Key Takeaways
- Throughout pop culture, there are plenty of examples of scientists creating robots to help humanity. Instead, they become menacing adversaries, showcasing the potential dangers of advanced robotics and artificial intelligence.
- This list includes robots from various media, including the robots in Karel Čapek’s play “Rossum's Universal Robots,” Skynet from the “Terminator” series, and Gort from “The Day the Earth Stood Still.” Each has unique origins and abilities leading to humanity's peril.
- The narrative serves as a reminder of the ethical and safety considerations necessary in the development of robotics and AI, echoing Isaac Asimov's Three Laws of Robotics as a foundational principle for preventing such dystopian outcomes.
In science fiction, robots can be friendly, helpful machines -- C-3P0 from the "Star Wars" movie series or the watchful B-9 from the 1960s TV series "Lost in Space," who scurried about on his tank-track feet waving his arms and shouting, "Danger, Will Robinson! Danger!" immediately come to mind.
But lest we humans become too complacent about the anthropomorphic super-powered mechanical servants that we fantasize about someday creating, it's important to remember the old saying that we should be careful what we wish for. The robots we envision as our tireless, loyal friends easily could morph into frighteningly formidable adversaries. And it wouldn't take much to flip the balance.
Advertisement
The great sci-fi author Isaac Asimov was among the first to recognize this unsettling risk. In his 1942 short story "Runaround," later republished in the 1950 collection "I, Robot," Asimov set forth what he called the Three Laws of Robotics, which were designed to protect us from our synthetic progeny. First: A robot may not injure a human being, or allow one to come to harm through inaction. Second: A robot must obey human orders, as long as they don't contradict the first law. Third: A robot must protect itself, but only to the extent that it doesn't conflict with the first and second laws [source: Asimov].
But in many instances in our fantasy future, those rules are honored mostly in the breach. Here are 10 examples of fictional robots that have murder in their artificial hearts.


■ **Action item**
Repeat the listing below in full, exactly.

■ **Data for the task**
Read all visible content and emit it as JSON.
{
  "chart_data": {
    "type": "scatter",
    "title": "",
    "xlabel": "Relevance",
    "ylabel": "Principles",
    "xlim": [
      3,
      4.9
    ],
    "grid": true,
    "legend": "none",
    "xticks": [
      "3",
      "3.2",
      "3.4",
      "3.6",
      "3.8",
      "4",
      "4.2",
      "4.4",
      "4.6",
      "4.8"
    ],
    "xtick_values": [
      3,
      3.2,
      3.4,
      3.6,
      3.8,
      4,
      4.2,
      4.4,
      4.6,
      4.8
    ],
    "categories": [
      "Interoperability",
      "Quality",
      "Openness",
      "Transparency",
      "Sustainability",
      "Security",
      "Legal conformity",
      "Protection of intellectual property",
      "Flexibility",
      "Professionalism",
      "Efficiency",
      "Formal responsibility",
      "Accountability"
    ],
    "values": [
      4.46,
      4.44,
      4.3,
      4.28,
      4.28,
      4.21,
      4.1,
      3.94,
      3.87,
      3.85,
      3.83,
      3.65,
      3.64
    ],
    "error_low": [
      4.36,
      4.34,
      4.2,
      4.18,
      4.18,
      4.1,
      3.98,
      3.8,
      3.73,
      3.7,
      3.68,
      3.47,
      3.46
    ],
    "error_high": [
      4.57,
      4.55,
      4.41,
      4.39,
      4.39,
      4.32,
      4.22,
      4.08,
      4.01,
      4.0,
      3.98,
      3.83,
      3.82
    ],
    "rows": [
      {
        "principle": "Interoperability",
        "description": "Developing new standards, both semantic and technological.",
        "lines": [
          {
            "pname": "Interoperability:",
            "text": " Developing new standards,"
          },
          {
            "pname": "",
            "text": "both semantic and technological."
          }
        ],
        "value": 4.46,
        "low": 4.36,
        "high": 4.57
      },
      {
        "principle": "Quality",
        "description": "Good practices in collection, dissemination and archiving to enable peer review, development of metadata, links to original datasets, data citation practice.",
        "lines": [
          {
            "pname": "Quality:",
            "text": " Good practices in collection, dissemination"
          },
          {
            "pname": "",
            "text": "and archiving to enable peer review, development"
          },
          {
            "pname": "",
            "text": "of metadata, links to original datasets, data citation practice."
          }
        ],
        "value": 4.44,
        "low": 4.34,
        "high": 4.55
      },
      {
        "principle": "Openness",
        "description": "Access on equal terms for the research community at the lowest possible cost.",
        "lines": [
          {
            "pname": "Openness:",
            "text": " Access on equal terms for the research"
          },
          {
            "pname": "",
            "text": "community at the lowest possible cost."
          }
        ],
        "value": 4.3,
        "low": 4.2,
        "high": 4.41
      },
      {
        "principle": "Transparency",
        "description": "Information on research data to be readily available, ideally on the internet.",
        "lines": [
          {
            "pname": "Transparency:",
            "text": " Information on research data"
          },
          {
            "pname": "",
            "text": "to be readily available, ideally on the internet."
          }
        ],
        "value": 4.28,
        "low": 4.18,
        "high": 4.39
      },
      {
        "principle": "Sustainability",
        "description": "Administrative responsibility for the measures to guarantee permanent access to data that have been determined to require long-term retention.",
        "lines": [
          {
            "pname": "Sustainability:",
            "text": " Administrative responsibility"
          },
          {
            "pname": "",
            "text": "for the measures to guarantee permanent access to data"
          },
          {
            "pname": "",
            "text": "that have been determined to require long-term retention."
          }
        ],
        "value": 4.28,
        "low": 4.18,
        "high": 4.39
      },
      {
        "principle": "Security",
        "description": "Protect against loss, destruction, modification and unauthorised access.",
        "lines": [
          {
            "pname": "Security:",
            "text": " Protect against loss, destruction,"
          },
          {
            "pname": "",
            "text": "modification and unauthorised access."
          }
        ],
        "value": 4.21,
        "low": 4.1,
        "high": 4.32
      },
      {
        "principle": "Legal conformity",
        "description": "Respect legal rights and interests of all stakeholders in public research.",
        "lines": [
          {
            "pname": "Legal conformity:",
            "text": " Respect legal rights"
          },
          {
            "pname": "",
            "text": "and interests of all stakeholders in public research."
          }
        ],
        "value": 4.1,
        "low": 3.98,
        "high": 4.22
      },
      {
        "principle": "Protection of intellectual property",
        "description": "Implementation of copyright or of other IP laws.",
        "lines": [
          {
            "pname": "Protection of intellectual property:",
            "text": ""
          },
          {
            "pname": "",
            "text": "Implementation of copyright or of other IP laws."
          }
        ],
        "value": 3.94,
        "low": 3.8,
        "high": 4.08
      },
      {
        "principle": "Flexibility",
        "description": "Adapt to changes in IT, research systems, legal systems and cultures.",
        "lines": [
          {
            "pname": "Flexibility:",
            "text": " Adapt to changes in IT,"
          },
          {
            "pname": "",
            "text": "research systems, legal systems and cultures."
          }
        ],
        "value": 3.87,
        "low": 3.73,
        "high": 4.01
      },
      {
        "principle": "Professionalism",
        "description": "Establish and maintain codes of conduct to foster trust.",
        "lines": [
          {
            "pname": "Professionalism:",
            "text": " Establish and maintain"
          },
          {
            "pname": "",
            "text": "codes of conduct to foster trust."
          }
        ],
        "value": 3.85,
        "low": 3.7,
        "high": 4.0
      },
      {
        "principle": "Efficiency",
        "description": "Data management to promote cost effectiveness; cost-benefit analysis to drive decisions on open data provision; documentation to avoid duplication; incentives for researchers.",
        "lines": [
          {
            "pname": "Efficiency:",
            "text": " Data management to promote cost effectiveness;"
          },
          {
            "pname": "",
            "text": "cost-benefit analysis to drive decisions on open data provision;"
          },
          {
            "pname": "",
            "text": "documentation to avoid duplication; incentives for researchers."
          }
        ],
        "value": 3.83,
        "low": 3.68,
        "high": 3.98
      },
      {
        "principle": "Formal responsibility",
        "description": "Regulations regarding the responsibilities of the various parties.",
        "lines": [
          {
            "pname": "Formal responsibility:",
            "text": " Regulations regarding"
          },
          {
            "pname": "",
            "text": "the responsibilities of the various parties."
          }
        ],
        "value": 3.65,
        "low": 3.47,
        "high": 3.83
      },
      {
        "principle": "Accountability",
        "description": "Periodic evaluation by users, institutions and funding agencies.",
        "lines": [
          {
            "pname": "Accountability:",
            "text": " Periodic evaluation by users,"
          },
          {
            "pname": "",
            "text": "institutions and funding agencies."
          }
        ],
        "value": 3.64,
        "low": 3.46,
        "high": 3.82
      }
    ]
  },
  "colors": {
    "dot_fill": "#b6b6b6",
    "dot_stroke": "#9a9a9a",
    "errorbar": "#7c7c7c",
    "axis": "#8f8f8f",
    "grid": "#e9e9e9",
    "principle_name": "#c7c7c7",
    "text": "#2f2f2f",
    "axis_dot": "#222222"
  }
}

■ **Expected output**
Read all visible content and emit it as JSON.
{
  "chart_data": {
    "type": "scatter",
    "title": "",
    "xlabel": "Relevance",
    "ylabel": "Principles",
    "xlim": [
      3,
      4.9
    ],
    "grid": true,
    "legend": "none",
    "xticks": [
      "3",
      "3.2",
      "3.4",
      "3.6",
      "3.8",
      "4",
      "4.2",
      "4.4",
      "4.6",
      "4.8"
    ],
    "xtick_values": [
      3,
      3.2,
      3.4,
      3.6,
      3.8,
      4,
      4.2,
      4.4,
      4.6,
      4.8
    ],
    "categories": [
      "Interoperability",
      "Quality",
      "Openness",
      "Transparency",
      "Sustainability",
      "Security",
      "Legal conformity",
      "Protection of intellectual property",
      "Flexibility",
      "Professionalism",
      "Efficiency",
      "Formal responsibility",
      "Accountability"
    ],
    "values": [
      4.46,
      4.44,
      4.3,
      4.28,
      4.28,
      4.21,
      4.1,
      3.94,
      3.87,
      3.85,
      3.83,
      3.65,
      3.64
    ],
    "error_low": [
      4.36,
      4.34,
      4.2,
      4.18,
      4.18,
      4.1,
      3.98,
      3.8,
      3.73,
      3.7,
      3.68,
      3.47,
      3.46
    ],
    "error_high": [
      4.57,
      4.55,
      4.41,
      4.39,
      4.39,
      4.32,
      4.22,
      4.08,
      4.01,
      4.0,
      3.98,
      3.83,
      3.82
    ],
    "rows": [
      {
        "principle": "Interoperability",
        "description": "Developing new standards, both semantic and technological.",
        "lines": [
          {
            "pname": "Interoperability:",
            "text": " Developing new standards,"
          },
          {
            "pname": "",
            "text": "both semantic and technological."
          }
        ],
        "value": 4.46,
        "low": 4.36,
        "high": 4.57
      },
      {
        "principle": "Quality",
        "description": "Good practices in collection, dissemination and archiving to enable peer review, development of metadata, links to original datasets, data citation practice.",
        "lines": [
          {
            "pname": "Quality:",
            "text": " Good practices in collection, dissemination"
          },
          {
            "pname": "",
            "text": "and archiving to enable peer review, development"
          },
          {
            "pname": "",
            "text": "of metadata, links to original datasets, data citation practice."
          }
        ],
        "value": 4.44,
        "low": 4.34,
        "high": 4.55
      },
      {
        "principle": "Openness",
        "description": "Access on equal terms for the research community at the lowest possible cost.",
        "lines": [
          {
            "pname": "Openness:",
            "text": " Access on equal terms for the research"
          },
          {
            "pname": "",
            "text": "community at the lowest possible cost."
          }
        ],
        "value": 4.3,
        "low": 4.2,
        "high": 4.41
      },
      {
        "principle": "Transparency",
        "description": "Information on research data to be readily available, ideally on the internet.",
        "lines": [
          {
            "pname": "Transparency:",
            "text": " Information on research data"
          },
          {
            "pname": "",
            "text": "to be readily available, ideally on the internet."
          }
        ],
        "value": 4.28,
        "low": 4.18,
        "high": 4.39
      },
      {
        "principle": "Sustainability",
        "description": "Administrative responsibility for the measures to guarantee permanent access to data that have been determined to require long-term retention.",
        "lines": [
          {
            "pname": "Sustainability:",
            "text": " Administrative responsibility"
          },
          {
            "pname": "",
            "text": "for the measures to guarantee permanent access to data"
          },
          {
            "pname": "",
            "text": "that have been determined to require long-term retention."
          }
        ],
        "value": 4.28,
        "low": 4.18,
        "high": 4.39
      },
      {
        "principle": "Security",
        "description": "Protect against loss, destruction, modification and unauthorised access.",
        "lines": [
          {
            "pname": "Security:",
            "text": " Protect against loss, destruction,"
          },
          {
            "pname": "",
            "text": "modification and unauthorised access."
          }
        ],
        "value": 4.21,
        "low": 4.1,
        "high": 4.32
      },
      {
        "principle": "Legal conformity",
        "description": "Respect legal rights and interests of all stakeholders in public research.",
        "lines": [
          {
            "pname": "Legal conformity:",
            "text": " Respect legal rights"
          },
          {
            "pname": "",
            "text": "and interests of all stakeholders in public research."
          }
        ],
        "value": 4.1,
        "low": 3.98,
        "high": 4.22
      },
      {
        "principle": "Protection of intellectual property",
        "description": "Implementation of copyright or of other IP laws.",
        "lines": [
          {
            "pname": "Protection of intellectual property:",
            "text": ""
          },
          {
            "pname": "",
            "text": "Implementation of copyright or of other IP laws."
          }
        ],
        "value": 3.94,
        "low": 3.8,
        "high": 4.08
      },
      {
        "principle": "Flexibility",
        "description": "Adapt to changes in IT, research systems, legal systems and cultures.",
        "lines": [
          {
            "pname": "Flexibility:",
            "text": " Adapt to changes in IT,"
          },
          {
            "pname": "",
            "text": "research systems, legal systems and cultures."
          }
        ],
        "value": 3.87,
        "low": 3.73,
        "high": 4.01
      },
      {
        "principle": "Professionalism",
        "description": "Establish and maintain codes of conduct to foster trust.",
        "lines": [
          {
            "pname": "Professionalism:",
            "text": " Establish and maintain"
          },
          {
            "pname": "",
            "text": "codes of conduct to foster trust."
          }
        ],
        "value": 3.85,
        "low": 3.7,
        "high": 4.0
      },
      {
        "principle": "Efficiency",
        "description": "Data management to promote cost effectiveness; cost-benefit analysis to drive decisions on open data provision; documentation to avoid duplication; incentives for researchers.",
        "lines": [
          {
            "pname": "Efficiency:",
            "text": " Data management to promote cost effectiveness;"
          },
          {
            "pname": "",
            "text": "cost-benefit analysis to drive decisions on open data provision;"
          },
          {
            "pname": "",
            "text": "documentation to avoid duplication; incentives for researchers."
          }
        ],
        "value": 3.83,
        "low": 3.68,
        "high": 3.98
      },
      {
        "principle": "Formal responsibility",
        "description": "Regulations regarding the responsibilities of the various parties.",
        "lines": [
          {
            "pname": "Formal responsibility:",
            "text": " Regulations regarding"
          },
          {
            "pname": "",
            "text": "the responsibilities of the various parties."
          }
        ],
        "value": 3.65,
        "low": 3.47,
        "high": 3.83
      },
      {
        "principle": "Accountability",
        "description": "Periodic evaluation by users, institutions and funding agencies.",
        "lines": [
          {
            "pname": "Accountability:",
            "text": " Periodic evaluation by users,"
          },
          {
            "pname": "",
            "text": "institutions and funding agencies."
          }
        ],
        "value": 3.64,
        "low": 3.46,
        "high": 3.82
      }
    ]
  },
  "colors": {
    "dot_fill": "#b6b6b6",
    "dot_stroke": "#9a9a9a",
    "errorbar": "#7c7c7c",
    "axis": "#8f8f8f",
    "grid": "#e9e9e9",
    "principle_name": "#c7c7c7",
    "text": "#2f2f2f",
    "axis_dot": "#222222"
  }
}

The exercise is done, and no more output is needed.